Each edit time is recorded If incoming edit time is earlier than last save, then note

collision. Provide user with both versions for resolution.

Fall 2001 Guzdial, based on Stasko's 17

Security

We save everything,

But it’s mostly social pressure that keeps it working

Fall 2001 Guzdial, based on Stasko's 18

Social Issues

People bring in different perspectives and views to a collaboration environment

Goal of CSCW systems is often to establish some common ground and to facilitate understanding and interaction

Fall 2001 Guzdial, based on Stasko's 19

Turn Taking

There are many subtle social conventions about turn taking in an interaction Personal space, closeness Eye contact Gestures Body language Conversation cues

Fall 2001 Guzdial, based on Stasko's 20

Geography, Position

In group dynamics, the physical layout of individuals matters a lot “Power positions”

Fall 2001 Guzdial, based on Stasko's 21

Evaluation

Evaluating the usability and utility of CSCW tools is quite challenging Need more participants Logistically difficult Apples - oranges

Often use field studies and ethnographic evaluations to assist

Fall 2001 Guzdial, based on Stasko's 22

Evaluation Effort at Calgary

http://www.cpsc.ucalgary.ca/grouplab/papers/2001/01-HeurisiticsMechanics.EHCI/talk/EHCI_2.html

Fall 2001 Guzdial, based on Stasko's 23

When the CoWeb fails...

The CoWeb has been successful in many settings (See papers at

http://coweb.cc.gatech.edu/csl/Papers)But not in Math and Engineering...

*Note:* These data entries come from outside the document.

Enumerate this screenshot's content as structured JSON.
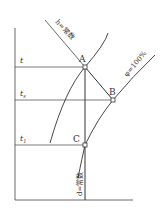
{
  "diagram": {
    "type": "psychrometric-process",
    "axis_labels": {
      "t": "t",
      "ts": "t",
      "ts_sub": "s",
      "t1": "t",
      "t1_sub": "1"
    },
    "points": {
      "A": "A",
      "B": "B",
      "C": "C"
    },
    "curve_labels": {
      "h_const": "h=常数",
      "phi_100": "φ=100%",
      "d_const": "d=常数"
    },
    "colors": {
      "line": "#333333",
      "background": "#ffffff"
    }
  }
}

Fall 2001 Guzdial, based on Stasko's 24

The Challenge of Engineering and Math: Anecdotes

On a mandatory assignment involving a math class studying results from Engineering students’ simulations, 40% of math students accepted a zero rather than collaborate with engineers.

We provided an Equation Editor in the CoWeb for an Engineering and a Math course to facilitate talking about equations. Not a single student even tried the Editor.

Fall 2001 Guzdial, based on Stasko's 25

Fall 2001 Guzdial, based on Stasko's 26

Competition

Student quotes on “Why didn’t you participate in CoWeb?”“1) didn't want to get railed 2) with the curve it is better when your peers do badly”“since it is a curved class most people don’t want others to do well”

(Note: Students claimed that the course grades were “curved” even when there was none!)

Fall 2001 Guzdial, based on Stasko's 27

Learned helplessness

Student quotes:“I haven't posted about questions because I am confident that my answers are wrong.”“I thought I was the only one having problem understanding what was asked in the exam.”“Who am I to post answers?”“The overall environment for [this class] isn't a very help-oriented environment.”

Bottom line: For Collaboration to work in Engineering,must be explicit focus to make it work.